This week on the GeekWire Podcast: we take the present on the street — or quite, on the rails — recording on Sound Transit’s 2 Line as we experience the world’s first mild rail on a floating bridge from Seattle’s Northgate neighborhood to Microsoft’s campus in Redmond.
It’s an engineering marvel a long time within the making — the bridge, that’s, not the podcast. That mentioned, juggling a few handheld mics and transportable recorder on a crowded prepare, we did have to beat some logistical challenges to make it occur.

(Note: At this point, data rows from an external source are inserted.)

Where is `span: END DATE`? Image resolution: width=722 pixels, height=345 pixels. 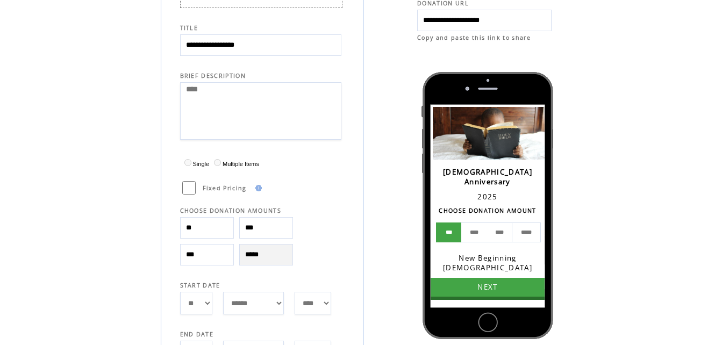 span: END DATE is located at coordinates (197, 334).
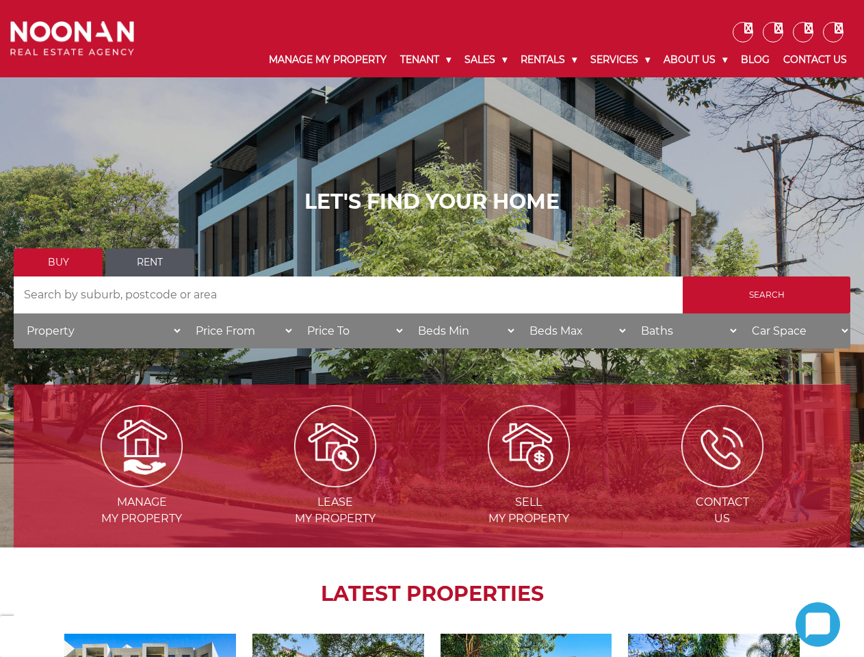 Image resolution: width=864 pixels, height=657 pixels. I want to click on a: Tenant, so click(425, 60).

Alongside the way in which, we chat with fellow passengers and speak in regards to the week’s headlines, together with Anduril’s autonomous warship facility on Seattle’s ship canal, and golf star Bryson DeChambeau’s acquisition of Bellevue-based Sportsbox AI forward of the Masters.
Then we get a behind-the-scenes take a look at the engineering from Sound Transit’s Henry Bendon. He explains how engineers solved the unprecedented problem of working 55 mph trains on a bridge that continuously strikes with wind, waves, and altering lake ranges.
Bendon describes the surge in ridership for the reason that Crosslake Connection opened on March 28, and what the road means for connecting the tech hubs on either side of the lake.
After arriving in Redmond, we sit down with Microsoft President Brad Smith to speak in regards to the firm’s two-decade position in making the Crosslake Connection a actuality.
Smith says the road offers folks “a alternative they didn’t have a month in the past.”
We ask what it says about how we construct large issues on this area that it took practically 60 years to get from thought to actuality. “What actually issues is folks caught with it,” he says.

We talk about the unlikely duo of Microsoft and Amazon — fierce rivals in cloud computing and AI — collaborating on regional transit and civic points. “In terms of native points, we’re not competing with Amazon, we’re working collectively,” Smith says.
And eventually, we problem him with a trivia query that hits near residence.